Question 3 True / False
In nucleophilic acyl substitution, reactions spontaneously convert more reactive derivatives to less reactive ones, but not the reverse.
TTrue
FFalse
Answer: True
The reactivity hierarchy (acyl chlorides > anhydrides > esters > amides) reflects thermodynamic stability as well as kinetic reactivity. Converting an acyl chloride to an ester or amide releases the strain of the unstable starting material and produces a more stable, lower-energy product — thermodynamics and kinetics both favor the 'downhill' direction. Going 'uphill' (e.g., ester to acyl chloride) requires external activation (thionyl chloride, PCl₅) because the products are higher in energy than the starting materials.
Question 4 True / False
Acyl chlorides are highly reactive primarily because chlorine's lone pairs donate strongly into the carbonyl, making it very electrophilic.
TTrue
FFalse
Answer: False
This has the mechanism backwards. Chlorine's lone pairs are in 3p orbitals that overlap poorly with carbon's 2p orbital, so chlorine barely donates into the carbonyl. This is actually WHY acyl chlorides are reactive — the carbonyl remains highly electrophilic precisely because chlorine provides almost no resonance stabilization. By contrast, nitrogen in amides donates strongly into the carbonyl (both in 2p orbitals), which reduces carbonyl electrophilicity and makes amides unreactive.
Question 5 Short Answer
Both nitrogen (in amides) and oxygen (in esters) have lone pairs adjacent to the carbonyl. Why does nitrogen's donation so dramatically reduce reactivity compared to oxygen's?
Think about your answer, then reveal below.

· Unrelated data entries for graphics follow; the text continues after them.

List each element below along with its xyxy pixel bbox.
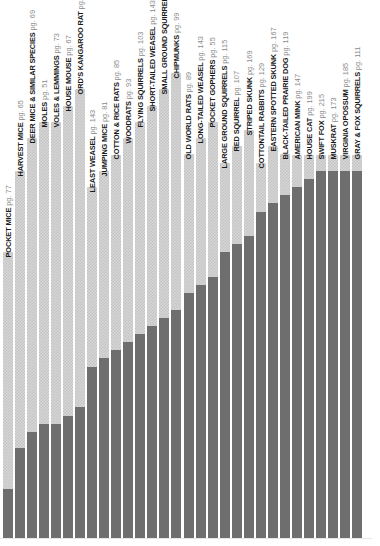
bar-deer-mice-similar-species[interactable] xyxy=(27,138,37,538)
bar-pocket-gophers[interactable] xyxy=(208,122,218,538)
bar-label: HARVEST MICE pg. 65 xyxy=(16,100,23,176)
bar-label: LARGE GROUND SQUIRRELS pg. 115 xyxy=(221,39,228,168)
bar-label: CHIPMUNKS pg. 99 xyxy=(173,12,180,78)
bar-label-name: AMERICAN MINK xyxy=(292,101,301,160)
bar-label-name: POCKET MICE xyxy=(3,208,12,258)
bar-ord-s-kangaroo-rat[interactable] xyxy=(75,89,85,538)
bar-label-name: LEAST WEASEL xyxy=(88,137,97,193)
bar-segment-dark xyxy=(135,334,145,538)
bar-cottontail-rabbits[interactable] xyxy=(256,163,266,538)
bar-label-name: WOODRATS xyxy=(124,101,133,143)
bar-label-page: pg. 129 xyxy=(256,62,265,87)
bar-large-ground-squirrels[interactable] xyxy=(220,163,230,538)
bar-house-mouse[interactable] xyxy=(63,106,73,538)
bar-segment-light xyxy=(280,154,290,195)
bar-long-tailed-weasel[interactable] xyxy=(196,138,206,538)
bar-label: AMERICAN MINK pg. 147 xyxy=(293,74,300,159)
bar-label: DEER MICE & SIMILAR SPECIES pg. 69 xyxy=(28,10,35,143)
bar-label-name: LONG-TAILED WEASEL xyxy=(196,63,205,144)
bar-segment-dark xyxy=(208,277,218,538)
bar-segment-dark xyxy=(304,179,314,538)
bar-label: WOODRATS pg. 93 xyxy=(125,79,132,144)
bar-label: VIRGINIA OPOSSUM pg. 185 xyxy=(341,63,348,160)
bar-segment-light xyxy=(208,122,218,277)
bar-label-name: HOUSE CAT xyxy=(304,118,313,160)
bar-label-name: MOLES xyxy=(40,102,49,128)
bar-segment-light xyxy=(244,130,254,236)
bar-old-world-rats[interactable] xyxy=(184,154,194,538)
bar-label: HOUSE CAT pg. 199 xyxy=(305,92,312,160)
bar-segment-dark xyxy=(123,342,133,538)
bar-label-page: pg. 77 xyxy=(3,186,12,207)
bar-pocket-mice[interactable] xyxy=(3,252,13,538)
bar-segment-dark xyxy=(159,318,169,538)
bar-segment-light xyxy=(184,154,194,293)
bar-segment-dark xyxy=(328,171,338,538)
bar-label-page: pg. 77 xyxy=(76,0,85,10)
bar-virginia-opossum[interactable] xyxy=(340,154,350,538)
bar-flying-squirrels[interactable] xyxy=(135,122,145,538)
bar-segment-light xyxy=(63,106,73,416)
bar-segment-dark xyxy=(87,367,97,538)
bar-label: STRIPED SKUNK pg. 169 xyxy=(245,50,252,135)
bar-label-page: pg. 65 xyxy=(15,100,24,121)
bar-label-name: SMALL GROUND SQUIRRELS xyxy=(160,0,169,95)
bar-segment-light xyxy=(111,155,121,351)
bar-label-page: pg. 215 xyxy=(316,94,325,119)
bar-label-name: COTTONTAIL RABBITS xyxy=(256,89,265,168)
bar-house-cat[interactable] xyxy=(304,154,314,538)
bar-segment-light xyxy=(99,171,109,359)
bar-label: RED SQUIRREL pg. 107 xyxy=(233,71,240,152)
bar-voles-lemmings[interactable] xyxy=(51,122,61,538)
bar-cotton-rice-rats[interactable] xyxy=(111,154,121,538)
bar-segment-dark xyxy=(27,432,37,538)
bar-segment-light xyxy=(27,138,37,432)
bar-label-name: VIRGINIA OPOSSUM xyxy=(340,90,349,160)
bar-segment-dark xyxy=(184,293,194,538)
bar-label-name: EASTERN SPOTTED SKUNK xyxy=(268,54,277,151)
bar-segment-light xyxy=(3,252,13,489)
bar-segment-dark xyxy=(244,236,254,538)
bar-segment-light xyxy=(220,163,230,253)
bar-black-tailed-prairie-dog[interactable] xyxy=(280,154,290,538)
bar-segment-dark xyxy=(256,212,266,538)
bar-label-name: OLD WORLD RATS xyxy=(184,95,193,160)
bar-label-page: pg. 143 xyxy=(196,36,205,61)
bar-harvest-mice[interactable] xyxy=(15,171,25,538)
bar-label-page: pg. 199 xyxy=(304,92,313,117)
bar-jumping-mice[interactable] xyxy=(99,171,109,538)
bar-segment-light xyxy=(75,89,85,407)
bar-label: POCKET MICE pg. 77 xyxy=(4,186,11,258)
bar-striped-skunk[interactable] xyxy=(244,130,254,538)
bar-label-name: MUSKRAT xyxy=(328,125,337,160)
bar-segment-dark xyxy=(220,252,230,538)
bar-small-ground-squirrels[interactable] xyxy=(159,89,169,538)
bar-label: MUSKRAT pg. 173 xyxy=(329,98,336,160)
bar-gray-fox-squirrels[interactable] xyxy=(352,154,362,538)
bar-segment-dark xyxy=(99,358,109,538)
bar-segment-light xyxy=(39,122,49,424)
bar-american-mink[interactable] xyxy=(292,154,302,538)
bar-red-squirrel[interactable] xyxy=(232,146,242,538)
bar-least-weasel[interactable] xyxy=(87,187,97,538)
bar-short-tailed-weasel[interactable] xyxy=(147,106,157,538)
bar-muskrat[interactable] xyxy=(328,154,338,538)
bar-label-page: pg. 147 xyxy=(292,74,301,99)
bar-segment-dark xyxy=(280,195,290,538)
bar-segment-dark xyxy=(147,326,157,538)
bar-woodrats[interactable] xyxy=(123,138,133,538)
bar-eastern-spotted-skunk[interactable] xyxy=(268,146,278,538)
bar-label: MOLES pg. 51 xyxy=(41,79,48,127)
bar-label-name: ORD'S KANGAROO RAT xyxy=(76,12,85,95)
bar-label-page: pg. 119 xyxy=(280,32,289,56)
bar-label: FLYING SQUIRRELS pg. 103 xyxy=(137,31,144,127)
bar-moles[interactable] xyxy=(39,122,49,538)
bar-swift-fox[interactable] xyxy=(316,154,326,538)
bar-chipmunks[interactable] xyxy=(171,73,181,538)
bar-label-name: HARVEST MICE xyxy=(15,122,24,176)
bar-segment-light xyxy=(196,138,206,285)
bar-segment-dark xyxy=(292,187,302,538)
bar-segment-light xyxy=(15,171,25,448)
bar-segment-dark xyxy=(352,171,362,538)
bar-segment-dark xyxy=(3,489,13,538)
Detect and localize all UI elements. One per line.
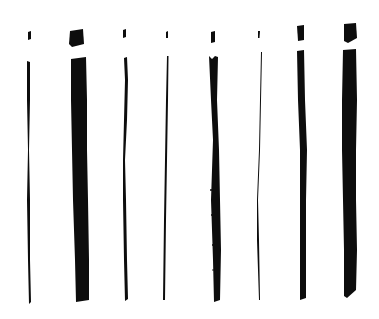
ink-letter-i-5 xyxy=(209,31,221,302)
ink-letter-i-2 xyxy=(69,29,89,302)
ink-letter-i-4 xyxy=(163,31,169,300)
ink-strokes-illustration xyxy=(0,0,379,319)
ink-letter-i-3 xyxy=(123,29,128,301)
ink-letter-i-8 xyxy=(342,23,357,298)
ink-letter-i-6 xyxy=(257,31,262,300)
ink-letter-i-1 xyxy=(27,31,31,304)
ink-letter-i-7 xyxy=(297,25,307,300)
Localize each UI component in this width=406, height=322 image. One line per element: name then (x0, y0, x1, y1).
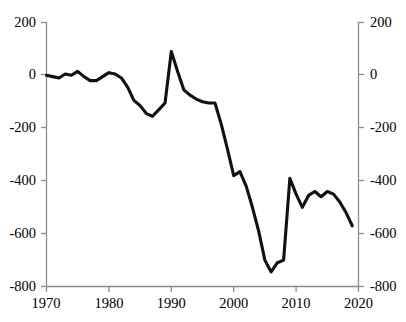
plot-area (0, 0, 406, 322)
y-axis-left-tick-label: 200 (0, 15, 36, 30)
y-axis-right-ticks (359, 23, 365, 287)
y-axis-right-tick-label: 200 (370, 15, 406, 30)
y-axis-left-tick-label: -800 (0, 279, 36, 294)
x-axis-tick-label: 1990 (148, 296, 194, 311)
x-axis-tick-label: 2000 (211, 296, 257, 311)
y-axis-left-tick-label: -600 (0, 226, 36, 241)
x-axis-tick-label: 1970 (23, 296, 69, 311)
x-axis-tick-label: 1980 (86, 296, 132, 311)
y-axis-left-ticks (41, 23, 47, 287)
y-axis-left-tick-label: -400 (0, 173, 36, 188)
y-axis-left-tick-label: -200 (0, 120, 36, 135)
y-axis-right-tick-label: -600 (370, 226, 406, 241)
y-axis-right-tick-label: -200 (370, 120, 406, 135)
x-axis-tick-label: 2010 (273, 296, 319, 311)
y-axis-left-tick-label: 0 (0, 67, 36, 82)
data-line-series-1 (47, 52, 353, 272)
chart-container: 200 0 -200 -400 -600 -800 200 0 -200 -40… (0, 0, 406, 322)
x-axis-ticks (47, 287, 359, 293)
x-axis-tick-label: 2020 (336, 296, 382, 311)
y-axis-right-tick-label: -400 (370, 173, 406, 188)
y-axis-right-tick-label: 0 (370, 67, 406, 82)
y-axis-right-tick-label: -800 (370, 279, 406, 294)
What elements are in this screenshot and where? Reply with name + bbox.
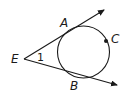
label-C: C [111, 32, 120, 46]
point-C-dot [104, 39, 108, 43]
label-B: B [70, 79, 78, 92]
label-E: E [11, 52, 19, 66]
tangent-circle-diagram: E A B C 1 [0, 0, 125, 92]
label-A: A [59, 16, 68, 30]
angle-1-label: 1 [37, 51, 44, 64]
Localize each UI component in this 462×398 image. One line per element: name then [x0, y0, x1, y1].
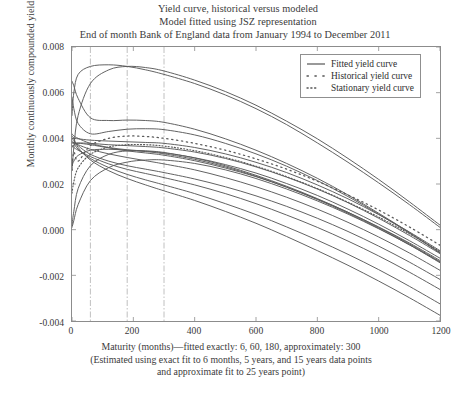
- legend-item-fitted[interactable]: Fitted yield curve: [305, 58, 414, 70]
- x-axis-caption-block: Maturity (months)—fitted exactly: 6, 60,…: [0, 341, 462, 379]
- dotted-tight-line-icon: [305, 83, 327, 93]
- y-tick-label-0: 0.008: [6, 41, 64, 52]
- legend-item-historical[interactable]: Historical yield curve: [305, 70, 414, 82]
- y-tick-label-1: 0.006: [6, 87, 64, 98]
- x-tick-label-5: 1000: [357, 325, 401, 336]
- x-tick-label-4: 800: [295, 325, 339, 336]
- legend-label-stationary: Stationary yield curve: [331, 82, 414, 94]
- x-axis-caption-line-3: and approximate fit to 25 years point): [0, 366, 462, 379]
- x-axis-caption-line-1: Maturity (months)—fitted exactly: 6, 60,…: [0, 341, 462, 354]
- y-tick-label-3: 0.002: [6, 179, 64, 190]
- y-tick-label-4: 0.000: [6, 225, 64, 236]
- y-tick-label-2: 0.004: [6, 133, 64, 144]
- chart-title-line-1: Yield curve, historical versus modeled: [0, 2, 462, 15]
- chart-title-line-2: Model fitted using JSZ representation: [0, 15, 462, 28]
- legend-item-stationary[interactable]: Stationary yield curve: [305, 82, 414, 94]
- chart-title-line-3: End of month Bank of England data from J…: [0, 28, 462, 41]
- x-tick-label-3: 600: [234, 325, 278, 336]
- dotted-wide-line-icon: [305, 71, 327, 81]
- x-axis-caption-line-2: (Estimated using exact fit to 6 months, …: [0, 354, 462, 367]
- y-tick-label-5: -0.002: [6, 271, 64, 282]
- x-tick-label-6: 1200: [419, 325, 462, 336]
- x-tick-label-0: 0: [49, 325, 93, 336]
- x-tick-label-1: 200: [110, 325, 154, 336]
- legend-label-historical: Historical yield curve: [331, 70, 412, 82]
- y-axis-label: Monthly continuously compounded yield: [25, 0, 36, 209]
- legend-label-fitted: Fitted yield curve: [331, 58, 397, 70]
- chart-title-block: Yield curve, historical versus modeled M…: [0, 2, 462, 42]
- x-tick-label-2: 400: [172, 325, 216, 336]
- figure-canvas: Yield curve, historical versus modeled M…: [0, 0, 462, 398]
- chart-legend[interactable]: Fitted yield curve Historical yield curv…: [300, 54, 421, 98]
- solid-line-icon: [305, 59, 327, 69]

Model answer: Nitrogen is a better electron donor than oxygen for two reasons: (1) nitrogen's lone pair is in a 2p orbital, matching carbon's 2p orbital for optimal overlap, giving amide C–N bonds substantial double-bond character (~40%); oxygen donates less effectively, partly due to its greater electronegativity withdrawing electron density. (2) If the reaction proceeds, nitrogen leaves as NH₂⁻ (pKa ~35), an extremely strong base and terrible leaving group, while oxygen leaves as RO⁻ (pKa ~16), a moderately strong base. Both factors — reduced electrophilicity AND worse leaving group — stack against amide reactivity.
The dual-factor analysis is the key insight: reactivity in nucleophilic acyl substitution depends on electrophilicity of the carbonyl carbon (controlled by heteroatom donation) AND leaving group quality (controlled by basicity of the departing anion). Amides score worst on both. This is not a coincidence — the same property (nitrogen's electron-donating ability) simultaneously reduces carbonyl electrophilicity and increases leaving-group basicity.